Hot-Weather Cake Decorating: Keep Buttercream and Toppers Stable
Summer is when cakes slump, buttercream slides, and fondant sweats. Here is how to choose heat-stable frostings, transport a cake safely in the heat, and keep your decorations standing until it is cut.

Warm weather is when cakes go wrong: buttercream slides off the side, fondant beads with sweat, and a beautiful topper wilts on the drive over. Heat is unforgiving, but it is predictable — and with the right frosting choices and transport habits, your summer cakes can arrive as crisp as they left. Here is how.
Why does buttercream melt in hot weather?
Buttercream is mostly fat, and fat softens as it warms. Butter starts to soften around 20°C and is properly soft by the high 20s, which is why all-butter frostings slump on a hot day. The fix is to use a frosting with a more heat-stable fat or structure, and to keep the cake cool right up until serving.
Which frostings hold up best in the heat?
| Frosting | Heat tolerance | Notes |
|---|---|---|
| Chocolate ganache | High | Sets firm; ideal under fondant and for drips in warmth |
| Shortening / hi-ratio buttercream | High | Holds shape in heat; trade-off on flavour |
| Swiss / Italian meringue buttercream | Medium | More stable than American once set |
| American (all-butter) buttercream | Low | Softens fast; add stabiliser or chill |
| Whipped cream | Very low | Avoid for warm outdoor events |
For warm weather, ganache is your friend — it sets firm and gives a sharp, stable base. Get the set right with the ganache ratio calculator (a higher chocolate ratio sets firmer), and see ganache ratios explained for drip and covering ratios. If you are set on buttercream, work out quantities with the buttercream calculator and stabilise it.
How to transport a cake in hot weather
- 1
Chill before you travel
Get the cake cold and firm before it leaves the kitchen — a cold cake buys you time in a warm car. Ganache-coated cakes travel especially well chilled.
- 2
Keep it flat and low
Transport cakes flat on a non-slip mat in the footwell or boot, never on a seat that tilts. Tiered cakes should be dowelled and, ideally, transported as separate tiers and assembled on site.
- 3
Run the air conditioning
A parked or un-air-conditioned car climbs past 40°C quickly. Pre-cool the car, keep the AC on, and avoid direct sun on the cake. A cool box with ice packs (not touching the cake) helps on long trips.
- 4
Assemble and add delicate details on site
Fit toppers, wafer flowers, and any soft decorations at the venue. This avoids slumping in transit and condensation surprises.
Why does fondant sweat, and how do you stop it?
Fondant “sweats” when a cold cake is brought into warm, humid air and moisture condenses on the surface. The fix is to avoid the temperature shock: do not refrigerate a fondant cake before a warm event, and if you must chill it, let it come to room temperaturewithout uncovering or touching it so the condensation evaporates evenly. Work out fondant quantities with the fondant calculator.
Dial in a firmer, heat-stable ganache for summer cakes — pick the ratio for drips, fillings, or covering.
Frequently Asked Questions
How do you stop buttercream from melting in hot weather?
Use a more heat-stable frosting (ganache or a shortening-based buttercream), keep the cake cold until serving, and transport it in air conditioning. Stabilising American buttercream and avoiding direct sun also help it hold its shape.
What frosting is best for hot weather?
Chocolate ganache is the most heat-stable choice — it sets firm and works under fondant and for drips. Shortening or high-ratio buttercreams also hold up well. All-butter American buttercream and whipped cream soften fastest.
How do you transport a cake in summer?
Chill the cake firm first, keep it flat and low in the footwell or boot on a non-slip mat, run the air conditioning, and avoid direct sun. Transport tiered cakes as separate tiers and assemble on site.
Why is my fondant sweating?
Fondant sweats when a cold cake meets warm, humid air and condensation forms. Avoid refrigerating a fondant cake before a warm event; if you must chill it, let it warm up fully without uncovering or touching it.
Can you refrigerate a cake before a hot event?
For buttercream cakes, chilling helps them travel, but let the surface stabilise before decorating. For fondant cakes, avoid it — refrigeration causes sweating when the cake returns to warm air. Bring fondant cakes to room temperature undisturbed.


● **Task directions**
The answer is to consist only of an exact retyping of the lines from the one containing "At what (x,y)" to the end of the entries, without pictures.

● **Study material**
# # # # # # #

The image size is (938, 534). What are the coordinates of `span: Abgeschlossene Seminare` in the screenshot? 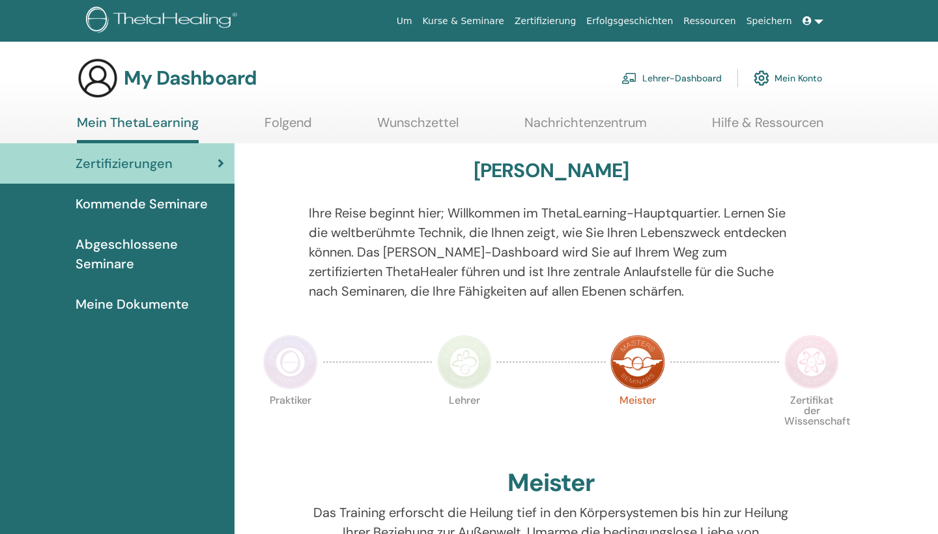 It's located at (150, 254).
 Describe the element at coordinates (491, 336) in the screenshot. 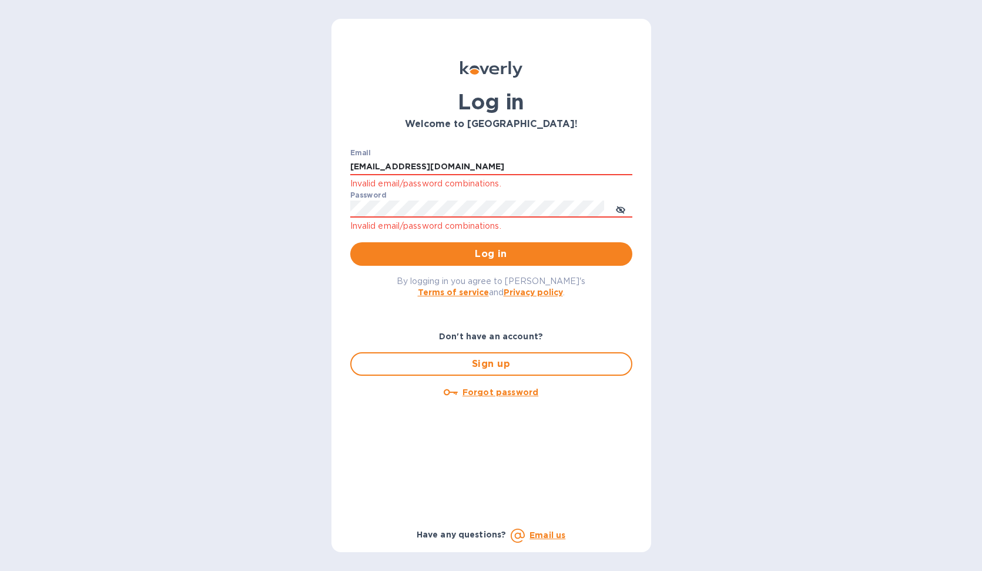

I see `b: Don't have an account?` at that location.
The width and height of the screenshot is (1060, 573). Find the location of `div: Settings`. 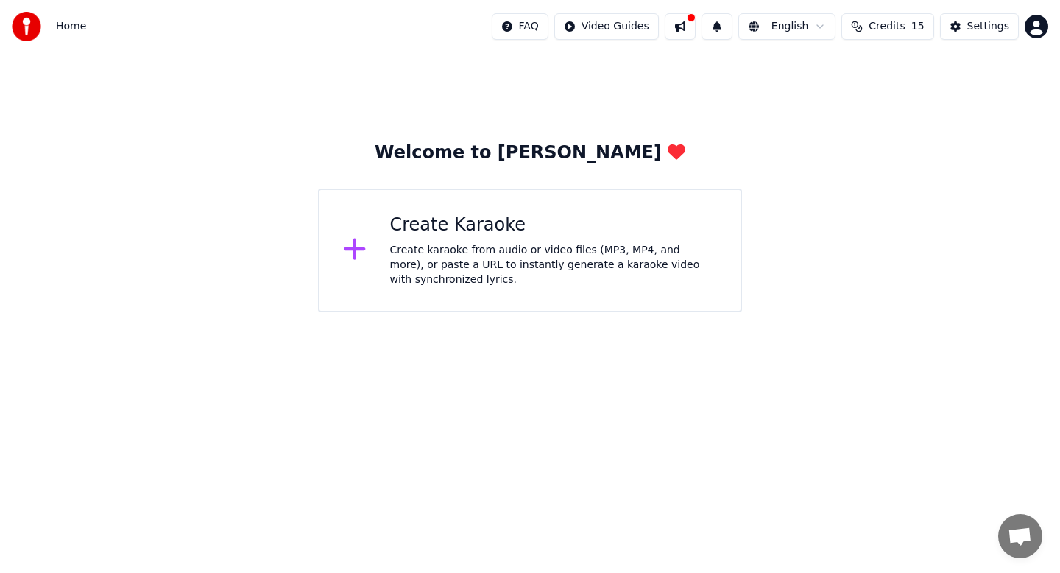

div: Settings is located at coordinates (988, 27).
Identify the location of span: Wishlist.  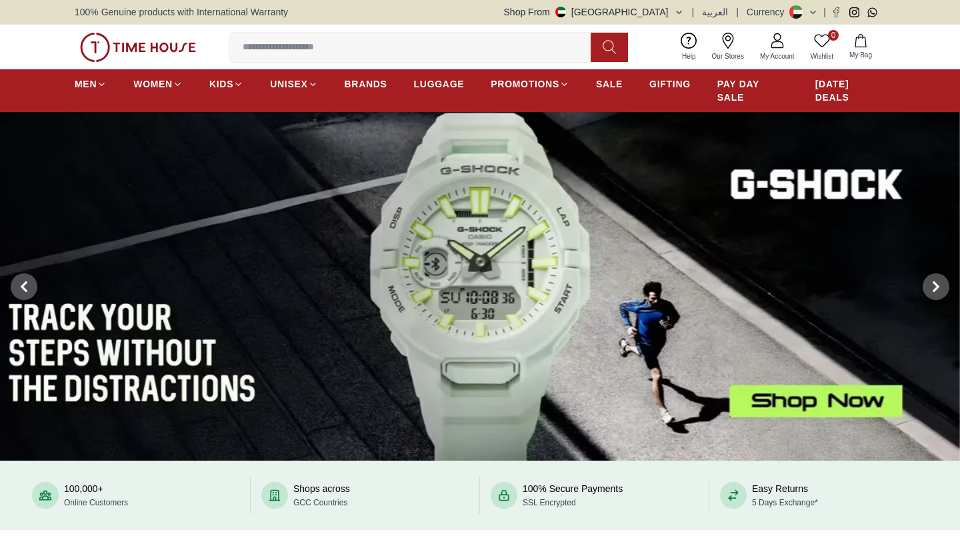
(822, 56).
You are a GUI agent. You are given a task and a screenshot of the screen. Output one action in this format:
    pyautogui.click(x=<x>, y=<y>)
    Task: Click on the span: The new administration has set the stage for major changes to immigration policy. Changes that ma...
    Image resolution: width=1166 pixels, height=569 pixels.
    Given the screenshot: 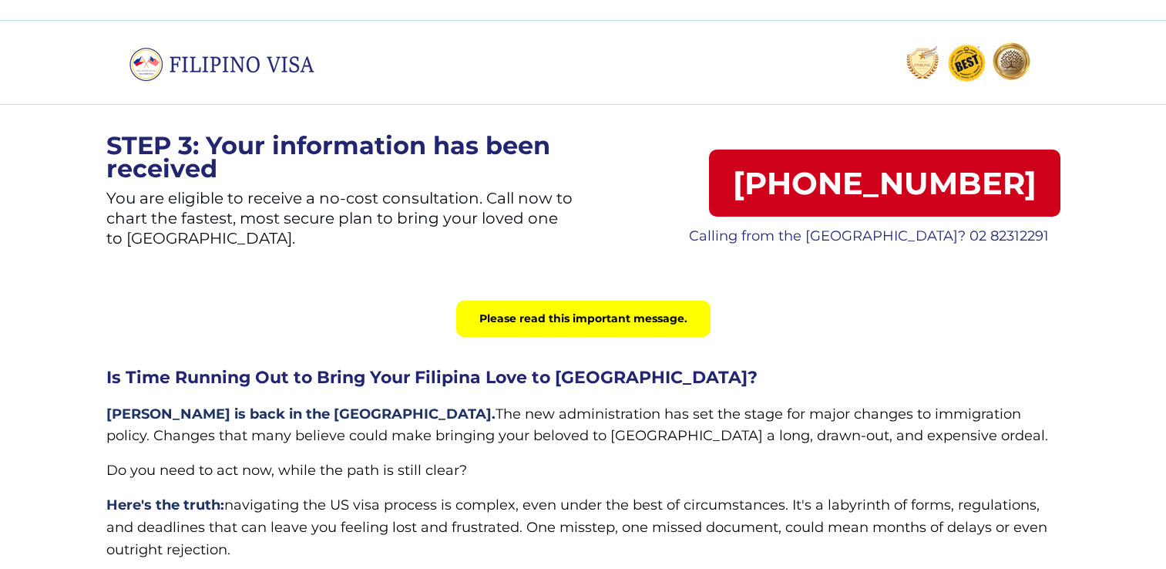 What is the action you would take?
    pyautogui.click(x=577, y=425)
    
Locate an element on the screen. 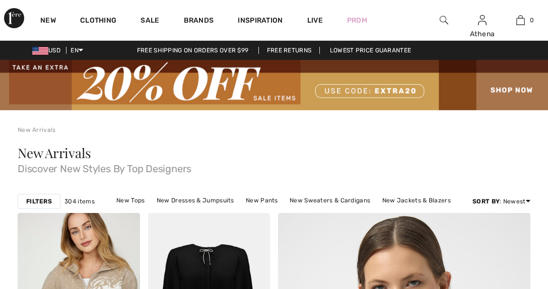  a: New Tops is located at coordinates (130, 200).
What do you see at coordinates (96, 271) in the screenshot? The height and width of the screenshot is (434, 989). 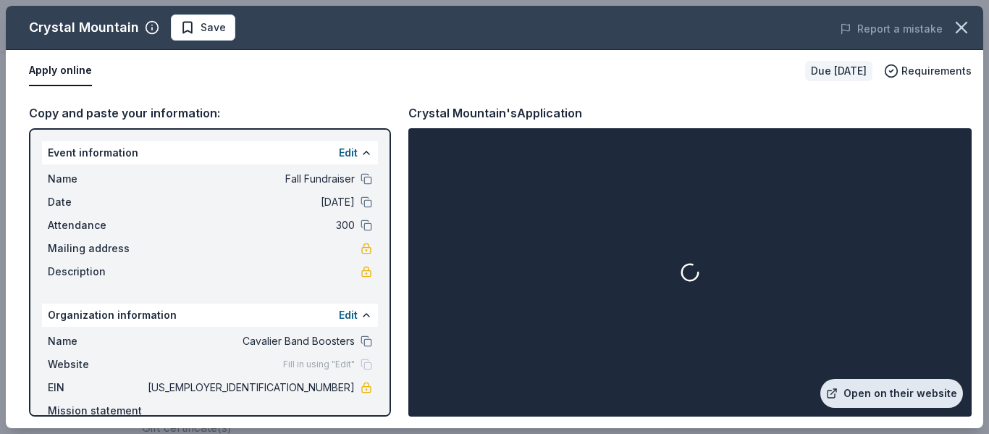 I see `span: Description` at bounding box center [96, 271].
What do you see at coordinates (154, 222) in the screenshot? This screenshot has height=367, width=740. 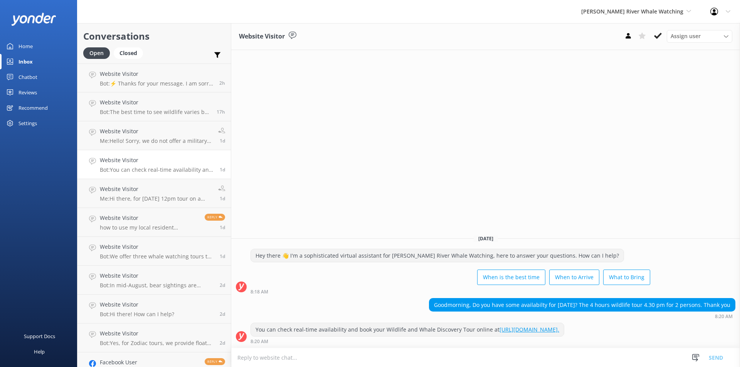 I see `a: Website Visitorhow to use my local resident membershipReply1d` at bounding box center [154, 222].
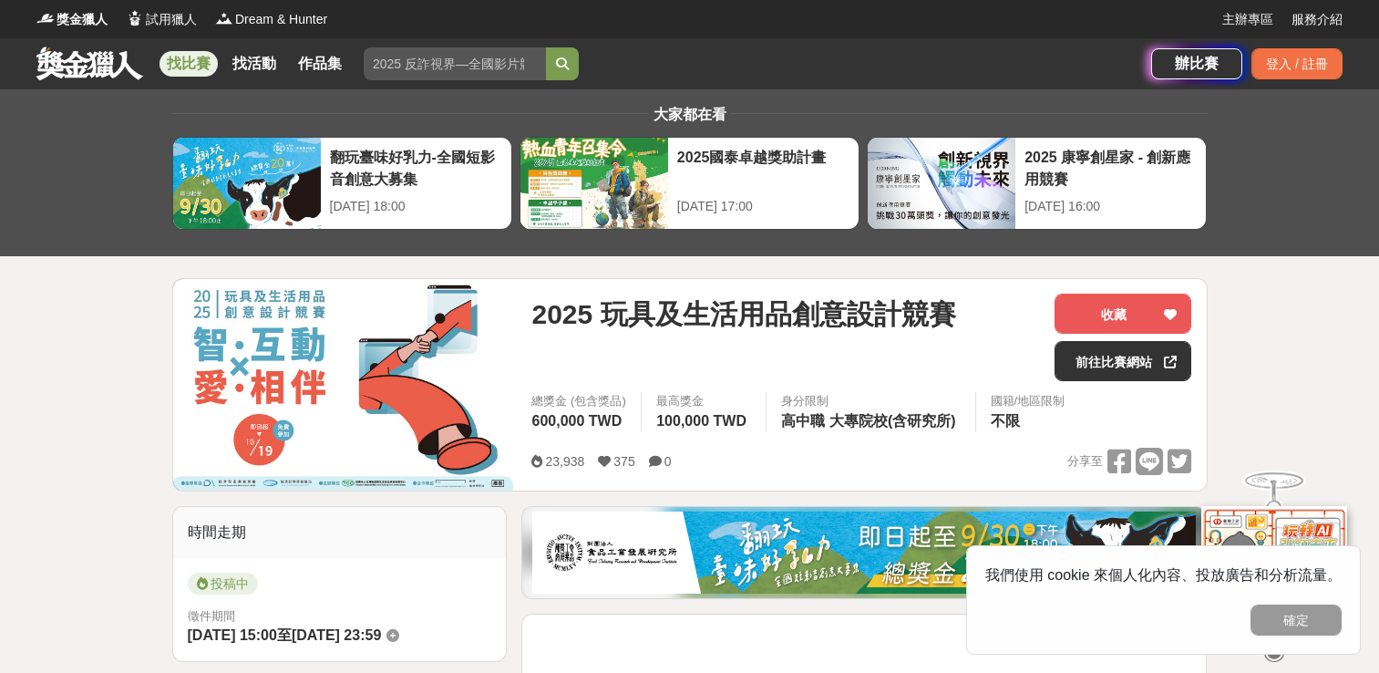 This screenshot has width=1379, height=673. Describe the element at coordinates (1085, 461) in the screenshot. I see `span: 分享至` at that location.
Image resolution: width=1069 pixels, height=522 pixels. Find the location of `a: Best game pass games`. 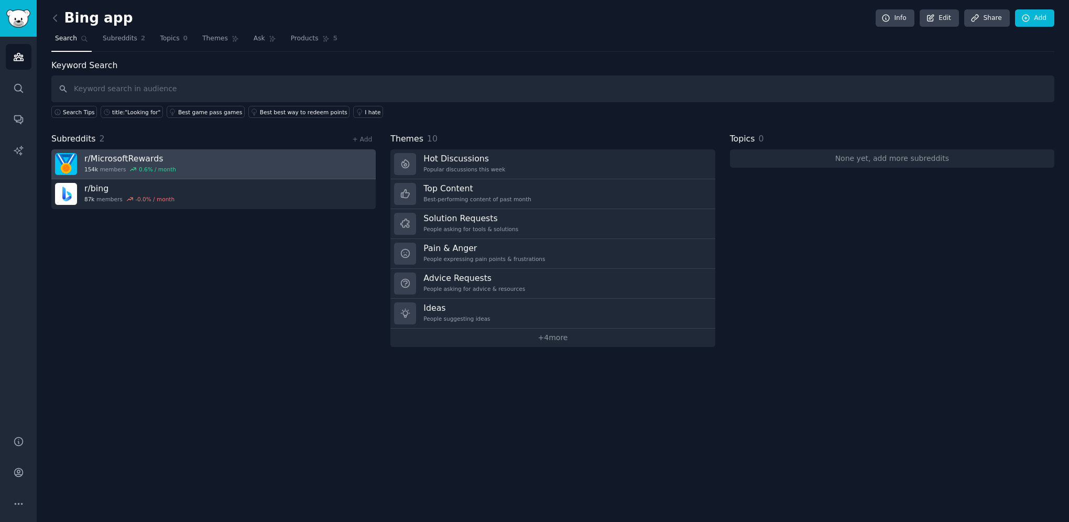

a: Best game pass games is located at coordinates (205, 112).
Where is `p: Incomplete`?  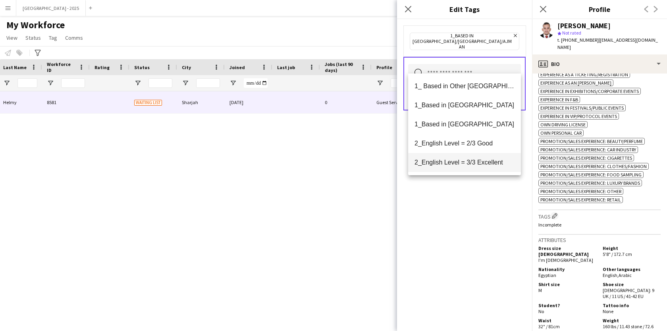
p: Incomplete is located at coordinates (600, 224).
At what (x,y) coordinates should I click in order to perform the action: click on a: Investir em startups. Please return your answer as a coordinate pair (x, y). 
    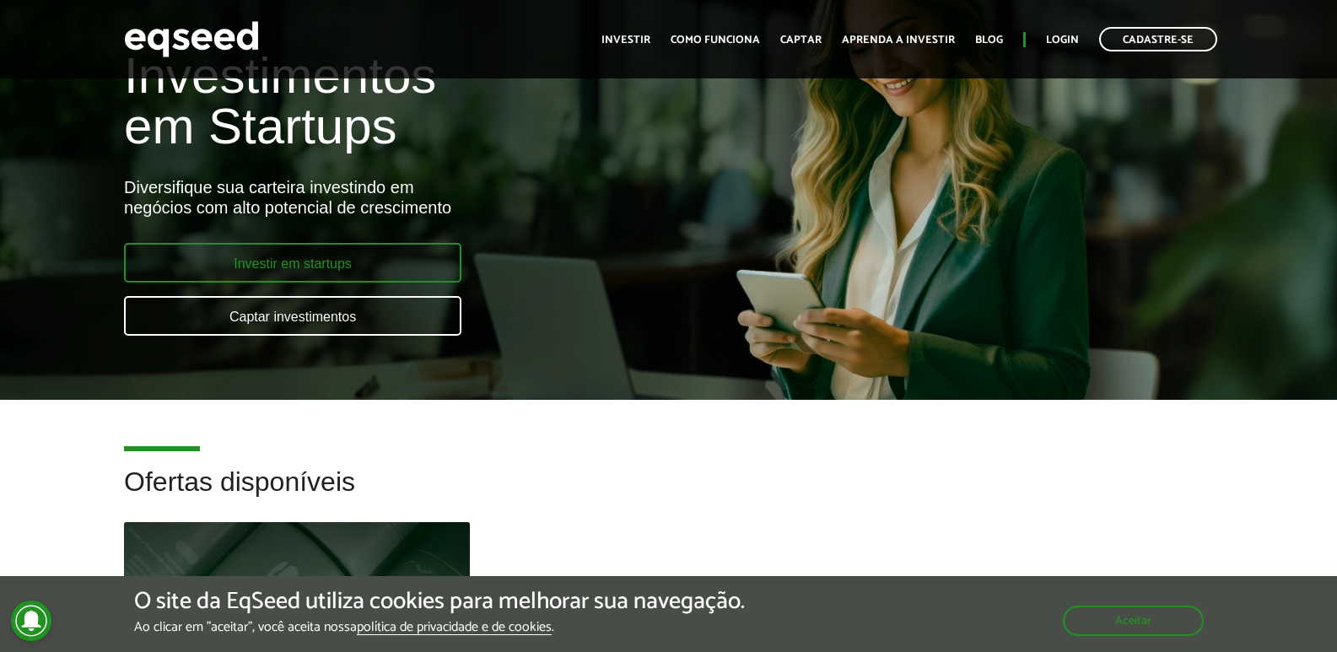
    Looking at the image, I should click on (293, 262).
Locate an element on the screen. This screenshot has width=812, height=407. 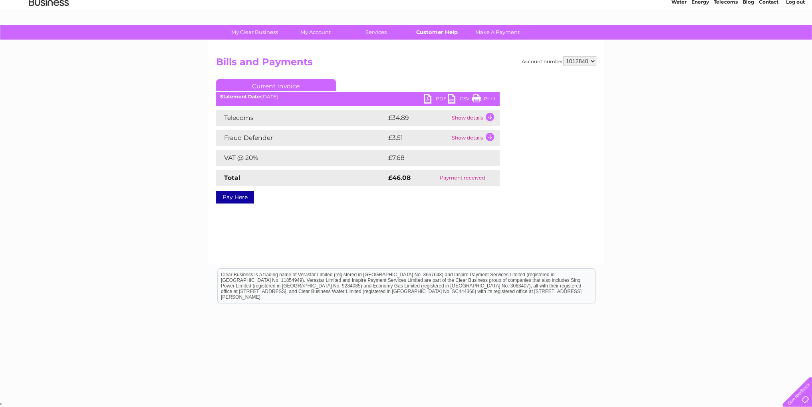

# # # # # # #

● **Answer**
At what (x,y) coordinates should I click in order to perform the action: click on a: Investir em startups. Please return your answer as a coordinate pair (x, y). 
    Looking at the image, I should click on (293, 262).
Locate an element on the screen. This screenshot has width=812, height=407. 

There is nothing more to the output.